Michael Dugher MP is the member of parliament for Barnsley East and the vice-chair of the Labour party


5 Responses to “Clegg says the Lib Dems are a party of government, so let’s judge them on their record”

  1. Ex-Labour says:

    Yet another piece of disineguous nonsense.

    Firstly let me agree that Clegg can not be trusted and as one who lives near his constituency and has friends who live there I can say that he chances of re-election are somehwhat slim.

    First lets deal with the masion tax. Lib-Dems are not stupid they know its a trap for them and the coailtion so they will back away from it. You cry foul but no party would put themselves in this position. Anyway according to Milliband its your policy, but wait, Balls says its not a manifesto pledge. So what is it and where do Labour stand ?

    The so called tax cut for millionaires ? Do you not follow your leader who has actually backed away from that statement ? Slighlty off message there I’m afraid. Incidentally if you look at HM Treasury figures the tax take went down when it was 50%. If your going to mention figures what about telling the electorate that ? Or perhaps tell them that the people you like to hound contribute 26-28% of the income tax paid to HMT. Where would Labour be without that tax take if these individuals started to leave the UK ?

    It is not a “bedroom tax” either. A council house is just that – it belongs to the council not the occupant. You can’t have it both ways compalining about families on the waiting list but wanting 3 or 4 bedroomed houses to remain with single occupants.

    Labour have to put forward any costed policy on the economy and they are rightly reticent to do so with public trust in Labours economic management extremely low.

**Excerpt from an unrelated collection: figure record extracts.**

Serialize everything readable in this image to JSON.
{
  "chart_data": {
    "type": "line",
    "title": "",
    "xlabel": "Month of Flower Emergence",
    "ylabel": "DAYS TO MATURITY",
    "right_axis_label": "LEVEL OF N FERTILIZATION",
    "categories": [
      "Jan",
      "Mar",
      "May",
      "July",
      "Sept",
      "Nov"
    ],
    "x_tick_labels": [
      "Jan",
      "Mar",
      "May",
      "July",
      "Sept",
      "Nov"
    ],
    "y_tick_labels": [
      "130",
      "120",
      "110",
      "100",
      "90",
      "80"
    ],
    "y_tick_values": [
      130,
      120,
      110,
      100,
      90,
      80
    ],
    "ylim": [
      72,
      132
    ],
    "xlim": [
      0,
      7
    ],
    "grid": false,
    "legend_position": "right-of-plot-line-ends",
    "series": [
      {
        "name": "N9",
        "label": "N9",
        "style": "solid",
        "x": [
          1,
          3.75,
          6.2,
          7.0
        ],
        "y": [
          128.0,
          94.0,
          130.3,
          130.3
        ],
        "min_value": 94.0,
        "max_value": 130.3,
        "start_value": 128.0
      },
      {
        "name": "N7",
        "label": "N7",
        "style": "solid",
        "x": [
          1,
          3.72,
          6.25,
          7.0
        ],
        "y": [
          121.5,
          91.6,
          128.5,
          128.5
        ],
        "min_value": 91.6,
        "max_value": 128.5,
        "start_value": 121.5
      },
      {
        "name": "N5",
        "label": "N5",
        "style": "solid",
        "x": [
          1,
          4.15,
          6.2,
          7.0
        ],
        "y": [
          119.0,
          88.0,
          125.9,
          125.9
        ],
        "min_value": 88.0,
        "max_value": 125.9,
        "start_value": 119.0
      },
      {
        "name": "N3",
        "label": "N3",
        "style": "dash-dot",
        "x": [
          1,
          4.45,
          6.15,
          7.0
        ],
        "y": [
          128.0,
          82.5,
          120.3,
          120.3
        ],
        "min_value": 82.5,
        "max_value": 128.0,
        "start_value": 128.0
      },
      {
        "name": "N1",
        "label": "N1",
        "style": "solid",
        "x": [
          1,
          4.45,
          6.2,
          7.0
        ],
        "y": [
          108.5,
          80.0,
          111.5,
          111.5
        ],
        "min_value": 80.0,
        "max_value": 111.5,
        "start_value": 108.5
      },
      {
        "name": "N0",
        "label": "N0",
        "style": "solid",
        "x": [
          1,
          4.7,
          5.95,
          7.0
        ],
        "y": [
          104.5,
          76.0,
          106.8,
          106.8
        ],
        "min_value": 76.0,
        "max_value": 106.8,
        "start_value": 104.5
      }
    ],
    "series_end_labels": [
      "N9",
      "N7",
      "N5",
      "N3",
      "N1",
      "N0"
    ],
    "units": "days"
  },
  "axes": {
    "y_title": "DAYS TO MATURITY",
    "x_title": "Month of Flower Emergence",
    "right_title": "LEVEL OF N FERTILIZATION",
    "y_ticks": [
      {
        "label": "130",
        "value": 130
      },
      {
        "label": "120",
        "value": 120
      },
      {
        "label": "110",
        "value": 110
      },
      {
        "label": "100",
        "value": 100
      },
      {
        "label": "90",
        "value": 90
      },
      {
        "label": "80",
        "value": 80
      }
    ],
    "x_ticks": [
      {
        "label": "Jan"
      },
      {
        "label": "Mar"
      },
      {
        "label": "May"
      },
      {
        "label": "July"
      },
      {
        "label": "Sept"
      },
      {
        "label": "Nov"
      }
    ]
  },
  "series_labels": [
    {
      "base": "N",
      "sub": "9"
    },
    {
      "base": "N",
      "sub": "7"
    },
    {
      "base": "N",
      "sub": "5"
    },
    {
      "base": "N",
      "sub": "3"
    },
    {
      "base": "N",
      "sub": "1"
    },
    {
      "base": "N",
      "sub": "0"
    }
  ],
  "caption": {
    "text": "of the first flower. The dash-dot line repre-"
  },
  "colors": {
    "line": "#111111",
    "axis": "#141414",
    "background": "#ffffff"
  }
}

So before you point fingers its time to get your own house in order.

  2. Terry Casey says:

    The case must also be made for the 50% tax on the very richest that they espoused for many years.
    The Tories must be laughing their heads off at the Lib Dems as the things they most wanted were electoral reforms that would see them increase their seats in both Houses, OK they made sure the The Tories paid for their duplicity but the NHS reforms and the benefit reforms the Tories craved went through only because the Lib Dems allowed them to.
    The Tories got what they wanted the Lib Dems got nothing, I hope they get trounced at every election from now on, not for what they are but for what they did, none of of the things they allowed through Parliament had a mandate, they have let this country down, the people voted not to let the Tory Party get their greasy hands on the NHS to share out among their rich friends, The Lib Dems allowed them to do it.

  3. southern voter says:

    Great article Michael!

  4. swatantra says:

    Seems the record has got stuck repeatedly on Cleggs admission of ‘I’m sorry …I’m sorry ..’
    But it must be recognised that the Lib Dems are only very junior partners in this Coalition and completely dominated by the Tories; its is not a partnership of equals,so there is really very little influence they can actually exert on policies. Clegg is DPM in name only and hasn’t really got much clout. As has been said many times before, its the Tories that Labour should be attacking.

  5. e says:

    I would add, since you overlook it: the bedroom tax along with associated benefit reductions hit competently educated, able bodied, working age, native born, childless individuals too. Principles have proved to be such a downer; we didn’t all buy our council homes when in secure well paid employment you see.

    @ex labour
    I think our ‘leaders’ can have it both ways, much needed 3 and 4 bedroom council properties are sold at a discount to their occupant, single or otherwise, without regard to issue of overcrowding.